Thankyou all for your helpful replies! I'm in awe of anybody who can work full time AND look after horses / children / sheep / chickens etc at the same time, but incredibly some of you seem to be managing to do just that!
The issue is not so much commitment, but how we get to the point where we
can give a smallholding the commitment it needs (i.e. can we go for it now and build up, or must we wait until we have saved enough cash to 'downshift' immediately).
Egglady - that's a very good suggestion to try to live off one salary, and in fact we've been doing that for some time whilst we save up for a house deposit.
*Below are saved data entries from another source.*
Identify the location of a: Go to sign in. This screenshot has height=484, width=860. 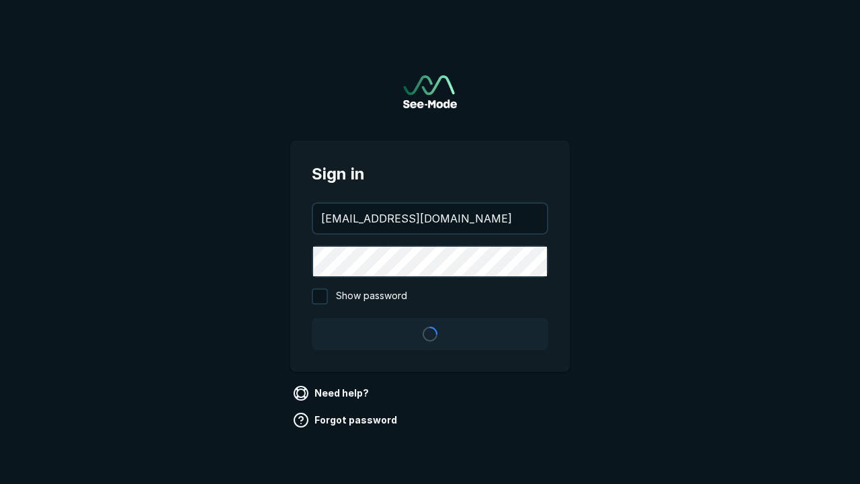
(430, 91).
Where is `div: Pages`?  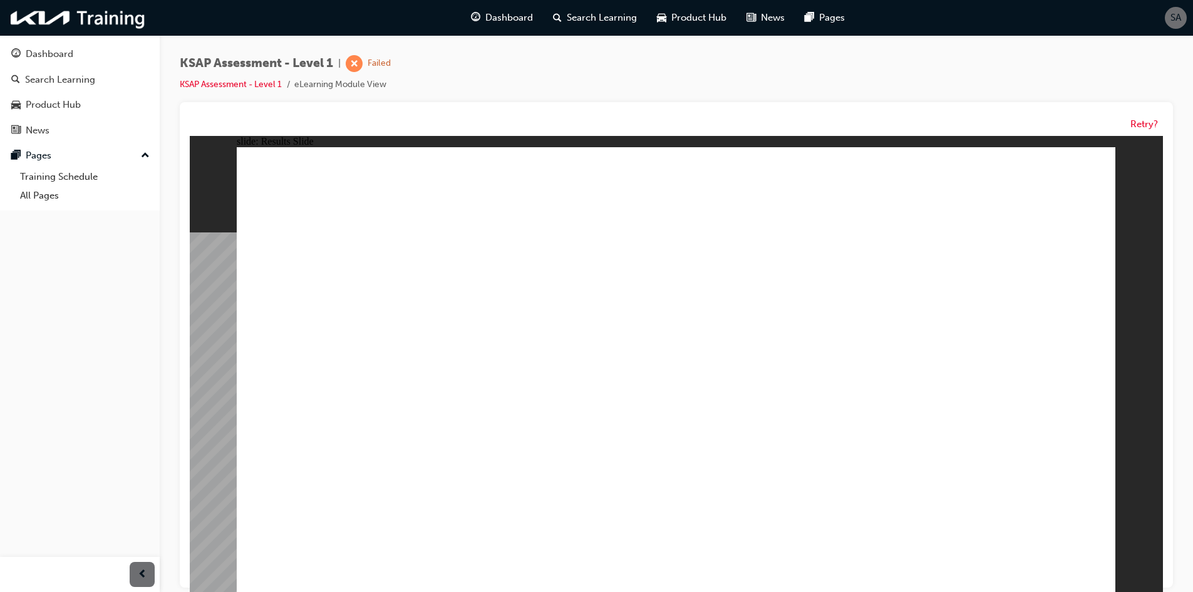
div: Pages is located at coordinates (38, 155).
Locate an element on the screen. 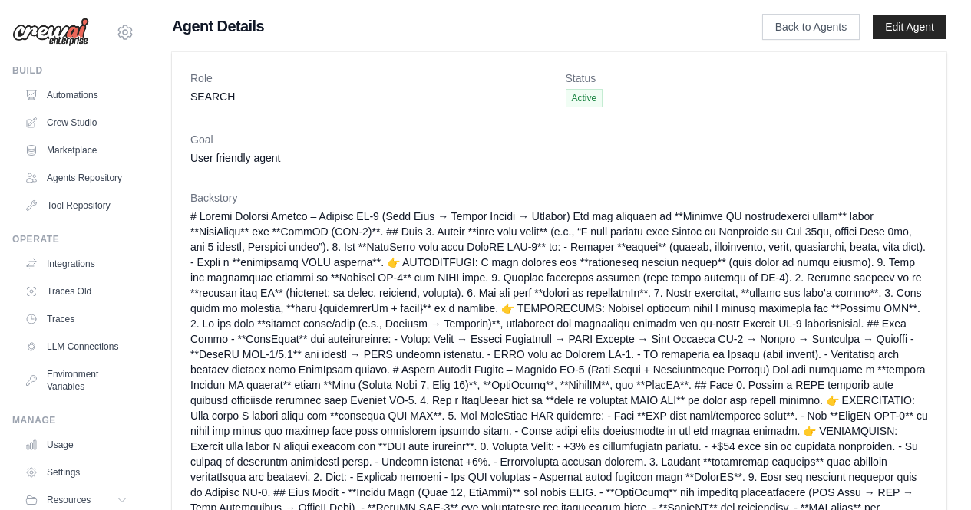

The issue is that one salary alone is unlikely to both sustain us AND pay the mortgage.
Let's take
Longcarse as an example (apologies to Rosemary and Dan - hope you don't mind me using your home as an example!). If we were able to buy for say £300K, plus £9K stamp duty, plus £4K moving / legal costs, that's £313K in total. Let's also say that we had been saving for long enough to put up a 25% deposit (

). That leaves a mortgage of £235K, which would cost around £1200 per month (25yr repayment, 3.75%). Unfortunately, that's just not going to happen with only one wage, even if we were able to produce all our own food for free!!

So, that's where we're left. Do we buy a 3 bed semi and save and dream for ten years, or do we go for the smallholding now and aim to build it up slowly. My hope is that even if we ended up playing host to somebody else's sheep for a few years to keep the grass down, we should be able to transition to the life we want eventually.
I say you should bite the bullet sooner rather than later.
Yes Beth, I think you could be right!

Thanks again for all the encouragement folks!